SP 500 EPS Estimate Revisions: What is it About the First Quarter in Terms of Earnings Weakness ?

When this blog post was written about a month ago, the SP 500 EPS estimate revision data was exhibiting the kind of negative revisions that have been previously seen in first quarters since I began tracking the data in the 4th quarter, 2009.

In other words, when there has been “weakness” in SP 500 EPS estimate revisions, meaning when EPS revisions over a quarterly earnings period remain more negative than positive, or when negative revisions exceed positive revisions for a quarterly earnings period, it tends to typically happen with the 4th quarter’s earnings reports.

Here is some data for readers to explain what is meant by all this:

  • Since the data began being tracked in Q4, 2009, (the estimate revision data for the SP 500 is published weekly by I/B/E/S by Refnitiv) there have been 37 quarters of earnings reports for SP 500 companies;
  • Of those 37 quarter’s, 7 have seen an entire reporting period (usually January 10th through April 15th or April 10th through May 15th) where  positive SP 500 estimate revisions never had one week that exceeded 49% positive revisions, or in other words, an entire quarterly earnings period saw more “negative” revisions than positive revisions;
  • Of those 7 quarterly earnings periods where negative revisions exceeded positive revisions for the entire period, 6 (!) of the 7 periods occurred from the January 10th to the February 15th time frame, or basically the 4th quarter earnings reports with the first pass at annual guidance for the coming 12 months.

Are Street analysts unusually conservative with their first quarter and full-year earnings estimates ? That could be, particularly if like this year we had the -13% return for the SP 500 in calendar Q4 ’18 and then Street analysts had to factor in the Q4 ’18 government shutdown.

Here are some thoughts on previous first quarter weakness and ultimately how the year unfolded:

  • Q1 ’13: positive revisions in Q1 ’13 never rose above 47% but the subsequent quarters improved and the SP 500 returned over 30% in 2013;
  • Q1 ’14: Russia invaded Ukraine and the Venezuelan peso devalued, but subsequent quarters improved and the SP 500 returned 13.69% in 2014;
  • Q1 ’15: crude oil plummeted starting in late ’14, and the dollar strengthened dramatically from late ’14 to early ’15. While estimates turned positive for the rest of the year, the SP 500 returned just 1.4% in 2015;
  • Q1 ’16: crude falls to $28 per share, the Fed raised rates in Q4 ’15 and WalMart guided lower. SP 500 bottomed in Q1 ’16 returning 12.5% that year;
  • Q1 ’17: There was one single week where “positive” revisions exceeded 50% so this quarter didn’t qualify as a negative quarter.
  • Q1 ’19: No need to explain recent events to readers in terms of the current market environment;

Summary / conclusion:  People seem to forget analysts are people too, and that since 2008, the tendency to predict “the sky is falling” seems to pervade the full-year outlooks at the start of every year, only to lead to positive SP 500 returns down the road once the Street starts to see that – well – SP 500 earnings aren’t that bad.

In each of the above years, highlighted by the above bullet points, the first, second and third quarters resulted in SP 500 reporting periods in excess of 50% positive revisions.

The current “bottom-up” estimates for SP 500 earnings growth in 2019 is for 4%.

My own original expectation was for 12% – 13% and I still think that 2019 could be a “double-digit” SP 500 eps growth year.

4th quarter earnings estimates have remained relatively firm at 9% – 10% (so far).

This tarp has been set before in terms of weak outlooks to start the year and then only to see a pretty decent year in terms of both SP 500 earnings growth and positive revisions.

Thanks for reading today, but I needed to clean up that late January ’19 post and fill in the history.

The post was a little more “academic” than was intended.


Brief: Lines outside the range are not wanted. Give again exactly the lines between the line holding "Find the location of a" and the line holding "The height and width of the screenshot is (560, 1044).", inclusive, from the listing below.

Records shown:

____

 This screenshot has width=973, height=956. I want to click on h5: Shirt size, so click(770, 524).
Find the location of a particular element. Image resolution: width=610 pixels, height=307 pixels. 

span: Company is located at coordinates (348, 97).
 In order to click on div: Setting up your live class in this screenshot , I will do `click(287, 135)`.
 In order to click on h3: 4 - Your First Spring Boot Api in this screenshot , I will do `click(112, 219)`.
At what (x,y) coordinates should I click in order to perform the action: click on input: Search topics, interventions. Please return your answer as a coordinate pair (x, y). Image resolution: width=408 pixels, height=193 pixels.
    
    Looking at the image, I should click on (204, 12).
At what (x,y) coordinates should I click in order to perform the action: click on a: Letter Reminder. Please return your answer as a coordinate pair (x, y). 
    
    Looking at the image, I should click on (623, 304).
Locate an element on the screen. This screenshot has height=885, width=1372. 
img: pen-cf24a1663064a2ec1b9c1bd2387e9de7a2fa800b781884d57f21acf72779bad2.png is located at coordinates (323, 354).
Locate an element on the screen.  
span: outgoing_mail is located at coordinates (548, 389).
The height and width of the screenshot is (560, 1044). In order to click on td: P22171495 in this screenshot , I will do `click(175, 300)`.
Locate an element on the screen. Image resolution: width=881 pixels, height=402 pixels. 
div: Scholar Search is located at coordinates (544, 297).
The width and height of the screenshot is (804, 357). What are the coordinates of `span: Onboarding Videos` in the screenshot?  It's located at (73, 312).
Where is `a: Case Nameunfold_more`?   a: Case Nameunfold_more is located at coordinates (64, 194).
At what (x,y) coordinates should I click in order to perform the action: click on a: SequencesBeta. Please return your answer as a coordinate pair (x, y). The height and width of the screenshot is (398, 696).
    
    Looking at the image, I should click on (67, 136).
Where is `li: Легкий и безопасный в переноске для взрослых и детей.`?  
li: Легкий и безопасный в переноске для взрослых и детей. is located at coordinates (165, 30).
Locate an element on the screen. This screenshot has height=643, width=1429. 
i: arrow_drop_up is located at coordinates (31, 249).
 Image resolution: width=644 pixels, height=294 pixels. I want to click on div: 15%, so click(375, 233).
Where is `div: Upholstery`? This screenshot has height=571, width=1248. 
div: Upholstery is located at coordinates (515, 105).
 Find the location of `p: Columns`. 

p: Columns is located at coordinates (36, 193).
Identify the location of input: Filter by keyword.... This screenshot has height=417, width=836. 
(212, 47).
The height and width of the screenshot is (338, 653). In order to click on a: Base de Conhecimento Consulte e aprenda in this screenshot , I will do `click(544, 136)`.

____

Worked solution:
Find the location of a particular element. Image resolution: width=610 pixels, height=307 pixels. 

span: Company is located at coordinates (348, 97).
 In order to click on div: Setting up your live class in this screenshot , I will do `click(287, 135)`.
 In order to click on h3: 4 - Your First Spring Boot Api in this screenshot , I will do `click(112, 219)`.
At what (x,y) coordinates should I click in order to perform the action: click on input: Search topics, interventions. Please return your answer as a coordinate pair (x, y). Image resolution: width=408 pixels, height=193 pixels.
    
    Looking at the image, I should click on (204, 12).
At what (x,y) coordinates should I click in order to perform the action: click on a: Letter Reminder. Please return your answer as a coordinate pair (x, y). 
    
    Looking at the image, I should click on (623, 304).
Locate an element on the screen. This screenshot has height=885, width=1372. 
img: pen-cf24a1663064a2ec1b9c1bd2387e9de7a2fa800b781884d57f21acf72779bad2.png is located at coordinates (323, 354).
Locate an element on the screen.  
span: outgoing_mail is located at coordinates (548, 389).
The height and width of the screenshot is (560, 1044). In order to click on td: P22171495 in this screenshot , I will do `click(175, 300)`.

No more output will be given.